Aquaculture for all

Aquaculture turns to high-end fare

US - Gene Evans is Florida's only commercial fish farmer raising beluga sturgeon, prized for white meat and $100-per-ounce caviar. He used to hunt fish, now he's farming them and beleives its;l the way to feed the world.

With spear gun in hand, a young Gene Evans found the oceans off the Volusia shore teeming with fish. He loved diving and exploring the undersea world, sharing it with the vast array of ocean life that thrived there.

However, the numbers of fish seemed to diminish slowly and steadily and Evans could see clearly through his mask: The seas were suffering.

Evans, who hails from a pioneering Volusia County farming family, decided he wanted to put more fish into the world. The answer was to become a fish farmer.

"This will be the fish that feeds the world," Evans, 67, said of tilapia, an inexpensive and popular table fish that he raises on his aquaculture farm.

Evans has become one of the state's most well-known aquaculture farmers, raising hybrid bass and tilapia for more than 20 years and involving himself in myriad agricultural boards. Today, he's the state's only commercial aquaculture farmer attempting to raise beluga sturgeon, a fish native to the cold waters of the Caspian Sea off Russia, for its white meat and prized roe -- which translates to $100-per-ounce top-shelf caviar.

If he's successful, he says, he'll make a bundle.

Mote Marine Laboratory in Sarasota also has a sturgeon operation, although it is a different variety of fish and the nonprofit corporation is aimed at research and education more than at commercial ventures.

"We are growing several species of sturgeon, but our primary species of interest is Siberian sturgeon, Acipenser baerii," said Jim Michaels, sturgeon program manager for Mote.

"One primary difference between our operation and Gene Evans' fish farm is that, as part of Mote Marine Laboratory, we are operating a commercial-demonstration sturgeon program. We are developing sustainable technologies and husbandry techniques to minimize the impact on Florida's water resources. We then outreach this information to interested farmers, entrepreneurs, researchers, etc."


_Prompt_
Would you return the data exactly as given, except for its pictures?

_Exercise materials_
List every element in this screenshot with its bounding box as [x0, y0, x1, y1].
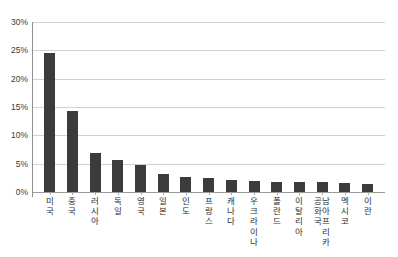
x-axis-label-char: 인: [182, 196, 190, 206]
x-axis-label-char: 란: [364, 206, 372, 216]
bar-slot: [84, 22, 107, 192]
bar-slot: [356, 22, 379, 192]
bar-chart: 30%25%20%15%10%5%0% 미국중국러시아독일영국일본인도프랑스캐나…: [0, 0, 398, 257]
x-axis-label-column: 인도: [182, 196, 190, 216]
x-axis-label-char: 이: [250, 227, 258, 237]
x-axis-label-char: 본: [159, 206, 167, 216]
x-axis-tick: [299, 192, 300, 195]
x-axis-label-char: 카: [322, 237, 330, 247]
x-axis-label-char: 아: [91, 216, 99, 226]
x-axis-tick-labels: 미국중국러시아독일영국일본인도프랑스캐나다우크라이나폴란드이탈리아남아프리카공화…: [32, 196, 385, 257]
x-axis-tick: [368, 192, 369, 195]
x-axis-label-char: 멕: [341, 196, 349, 206]
y-axis-tick-label: 25%: [11, 46, 28, 55]
x-axis-label-column: 이탈리아: [295, 196, 303, 237]
bar[interactable]: [362, 184, 373, 193]
bar-slot: [106, 22, 129, 192]
x-axis-label-char: 프: [205, 196, 213, 206]
x-axis-label-char: 화: [314, 206, 322, 216]
bar[interactable]: [203, 178, 214, 192]
x-axis-label-char: 나: [250, 237, 258, 247]
x-axis-label-column: 캐나다: [227, 196, 235, 227]
x-axis-tick: [95, 192, 96, 195]
x-axis-label-char: 프: [322, 216, 330, 226]
bar-slot: [265, 22, 288, 192]
bar[interactable]: [112, 160, 123, 192]
x-axis-label-char: 국: [314, 216, 322, 226]
bar-slot: [152, 22, 175, 192]
x-axis-label-char: 국: [137, 206, 145, 216]
bar[interactable]: [135, 165, 146, 192]
bar[interactable]: [67, 111, 78, 192]
x-axis-tick: [345, 192, 346, 195]
x-axis-label-char: 중: [68, 196, 76, 206]
x-axis-tick: [186, 192, 187, 195]
bar-slot: [333, 22, 356, 192]
x-axis-tick: [209, 192, 210, 195]
y-axis-tick-label: 10%: [11, 131, 28, 140]
x-axis-tick: [322, 192, 323, 195]
x-axis-label-column: 프랑스: [205, 196, 213, 227]
x-axis-tick: [277, 192, 278, 195]
x-axis-label-char: 캐: [227, 196, 235, 206]
bar[interactable]: [90, 153, 101, 192]
x-axis-label-char: 시: [341, 206, 349, 216]
x-axis-label-char: 다: [227, 216, 235, 226]
x-axis-label-char: 스: [205, 216, 213, 226]
x-axis-label-char: 폴: [273, 196, 281, 206]
bar[interactable]: [180, 177, 191, 192]
bar-slot: [220, 22, 243, 192]
x-axis-tick: [50, 192, 51, 195]
x-axis-label-char: 아: [322, 206, 330, 216]
y-axis-tick-label: 30%: [11, 18, 28, 27]
x-axis-label-column: 이란: [364, 196, 372, 216]
x-axis-label-column: 미국: [46, 196, 54, 216]
x-axis-label-char: 일: [159, 196, 167, 206]
bar-slot: [175, 22, 198, 192]
x-axis-label-column: 폴란드: [273, 196, 281, 227]
x-axis-label-char: 이: [295, 196, 303, 206]
y-axis-tick-label: 5%: [16, 160, 28, 169]
y-axis-tick-label: 15%: [11, 103, 28, 112]
bar-slot: [311, 22, 334, 192]
x-axis-tick: [72, 192, 73, 195]
x-axis-label-char: 러: [91, 196, 99, 206]
x-axis-tick: [163, 192, 164, 195]
x-axis-label-column: 일본: [159, 196, 167, 216]
bar-slot: [61, 22, 84, 192]
bar-slot: [129, 22, 152, 192]
bar-series: [32, 22, 385, 192]
bar[interactable]: [226, 180, 237, 192]
x-axis-label-column: 멕시코: [341, 196, 349, 227]
bar-slot: [38, 22, 61, 192]
bar[interactable]: [44, 53, 55, 192]
x-axis-tick-label: 이란: [355, 196, 381, 216]
x-axis-label-char: 도: [182, 206, 190, 216]
x-axis-label-char: 크: [250, 206, 258, 216]
bar[interactable]: [339, 183, 350, 192]
bar-slot: [288, 22, 311, 192]
x-axis-label-char: 드: [273, 216, 281, 226]
bar[interactable]: [249, 181, 260, 192]
bar[interactable]: [294, 182, 305, 192]
x-axis-label-column: 우크라이나: [250, 196, 258, 247]
x-axis-tick: [231, 192, 232, 195]
bar[interactable]: [317, 182, 328, 192]
x-axis-label-char: 남: [322, 196, 330, 206]
x-axis-label-column: 영국: [137, 196, 145, 216]
x-axis-label-char: 미: [46, 196, 54, 206]
x-axis-label-char: 코: [341, 216, 349, 226]
bar[interactable]: [158, 174, 169, 192]
x-axis-label-char: 란: [273, 206, 281, 216]
x-axis-label-column: 남아프리카: [322, 196, 330, 247]
x-axis-tick: [141, 192, 142, 195]
x-axis-label-column: 중국: [68, 196, 76, 216]
x-axis-label-char: 공: [314, 196, 322, 206]
x-axis-label-char: 리: [295, 216, 303, 226]
x-axis-label-column: 러시아: [91, 196, 99, 227]
x-axis-label-char: 랑: [205, 206, 213, 216]
x-axis-label-char: 아: [295, 227, 303, 237]
x-axis-label-char: 이: [364, 196, 372, 206]
x-axis-label-char: 국: [68, 206, 76, 216]
bar[interactable]: [271, 182, 282, 192]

_Output_
List every element in this screenshot with its bounding box as [x0, y0, x1, y1].
x-axis-label-char: 인: [182, 196, 190, 206]
x-axis-label-char: 란: [364, 206, 372, 216]
bar-slot: [84, 22, 107, 192]
bar-slot: [356, 22, 379, 192]
bar-chart: 30%25%20%15%10%5%0% 미국중국러시아독일영국일본인도프랑스캐나…: [0, 0, 398, 257]
x-axis-label-column: 인도: [182, 196, 190, 216]
x-axis-label-char: 이: [250, 227, 258, 237]
x-axis-label-char: 본: [159, 206, 167, 216]
x-axis-tick: [299, 192, 300, 195]
x-axis-label-char: 카: [322, 237, 330, 247]
x-axis-label-char: 아: [91, 216, 99, 226]
x-axis-tick-labels: 미국중국러시아독일영국일본인도프랑스캐나다우크라이나폴란드이탈리아남아프리카공화…: [32, 196, 385, 257]
x-axis-tick: [368, 192, 369, 195]
x-axis-label-char: 멕: [341, 196, 349, 206]
y-axis-tick-label: 25%: [11, 46, 28, 55]
x-axis-label-column: 이탈리아: [295, 196, 303, 237]
bar[interactable]: [362, 184, 373, 193]
bar-slot: [106, 22, 129, 192]
x-axis-label-char: 프: [205, 196, 213, 206]
x-axis-label-char: 화: [314, 206, 322, 216]
bar[interactable]: [203, 178, 214, 192]
x-axis-label-char: 나: [250, 237, 258, 247]
x-axis-label-column: 캐나다: [227, 196, 235, 227]
x-axis-tick: [95, 192, 96, 195]
x-axis-label-char: 프: [322, 216, 330, 226]
bar-slot: [265, 22, 288, 192]
bar[interactable]: [112, 160, 123, 192]
x-axis-label-char: 국: [314, 216, 322, 226]
bar-slot: [152, 22, 175, 192]
x-axis-label-char: 국: [137, 206, 145, 216]
bar[interactable]: [135, 165, 146, 192]
bar[interactable]: [67, 111, 78, 192]
x-axis-tick: [345, 192, 346, 195]
x-axis-label-char: 중: [68, 196, 76, 206]
x-axis-tick: [186, 192, 187, 195]
bar-slot: [333, 22, 356, 192]
x-axis-tick: [209, 192, 210, 195]
y-axis-tick-label: 10%: [11, 131, 28, 140]
x-axis-tick: [322, 192, 323, 195]
x-axis-label-column: 프랑스: [205, 196, 213, 227]
x-axis-tick: [277, 192, 278, 195]
x-axis-label-char: 캐: [227, 196, 235, 206]
bar[interactable]: [90, 153, 101, 192]
x-axis-label-char: 시: [341, 206, 349, 216]
x-axis-label-char: 다: [227, 216, 235, 226]
x-axis-label-char: 스: [205, 216, 213, 226]
x-axis-label-char: 폴: [273, 196, 281, 206]
bar[interactable]: [180, 177, 191, 192]
bar-slot: [220, 22, 243, 192]
x-axis-tick: [50, 192, 51, 195]
x-axis-label-char: 아: [322, 206, 330, 216]
y-axis-tick-label: 30%: [11, 18, 28, 27]
x-axis-label-column: 이란: [364, 196, 372, 216]
x-axis-label-column: 미국: [46, 196, 54, 216]
x-axis-label-char: 일: [159, 196, 167, 206]
bar-slot: [175, 22, 198, 192]
x-axis-label-column: 폴란드: [273, 196, 281, 227]
x-axis-label-char: 이: [295, 196, 303, 206]
y-axis-tick-label: 5%: [16, 160, 28, 169]
y-axis-tick-label: 15%: [11, 103, 28, 112]
bar-slot: [311, 22, 334, 192]
x-axis-tick: [72, 192, 73, 195]
x-axis-label-char: 러: [91, 196, 99, 206]
x-axis-tick: [163, 192, 164, 195]
x-axis-label-column: 일본: [159, 196, 167, 216]
bar-slot: [61, 22, 84, 192]
bar-slot: [129, 22, 152, 192]
bar-series: [32, 22, 385, 192]
bar[interactable]: [226, 180, 237, 192]
x-axis-label-column: 멕시코: [341, 196, 349, 227]
bar-slot: [38, 22, 61, 192]
bar[interactable]: [44, 53, 55, 192]
x-axis-tick-label: 이란: [355, 196, 381, 216]
x-axis-label-char: 도: [182, 206, 190, 216]
x-axis-label-char: 크: [250, 206, 258, 216]
bar[interactable]: [339, 183, 350, 192]
bar-slot: [288, 22, 311, 192]
x-axis-label-char: 드: [273, 216, 281, 226]
bar[interactable]: [249, 181, 260, 192]
bar[interactable]: [294, 182, 305, 192]
x-axis-label-column: 우크라이나: [250, 196, 258, 247]
x-axis-tick: [231, 192, 232, 195]
bar[interactable]: [317, 182, 328, 192]
x-axis-label-char: 남: [322, 196, 330, 206]
x-axis-label-column: 영국: [137, 196, 145, 216]
x-axis-label-char: 미: [46, 196, 54, 206]
x-axis-label-char: 코: [341, 216, 349, 226]
bar[interactable]: [158, 174, 169, 192]
x-axis-label-char: 란: [273, 206, 281, 216]
x-axis-label-column: 남아프리카: [322, 196, 330, 247]
x-axis-tick: [141, 192, 142, 195]
x-axis-label-column: 중국: [68, 196, 76, 216]
x-axis-label-char: 공: [314, 196, 322, 206]
x-axis-label-char: 리: [295, 216, 303, 226]
x-axis-label-column: 러시아: [91, 196, 99, 227]
x-axis-label-char: 랑: [205, 206, 213, 216]
x-axis-label-char: 아: [295, 227, 303, 237]
x-axis-label-char: 이: [364, 196, 372, 206]
x-axis-label-char: 국: [68, 206, 76, 216]
bar[interactable]: [271, 182, 282, 192]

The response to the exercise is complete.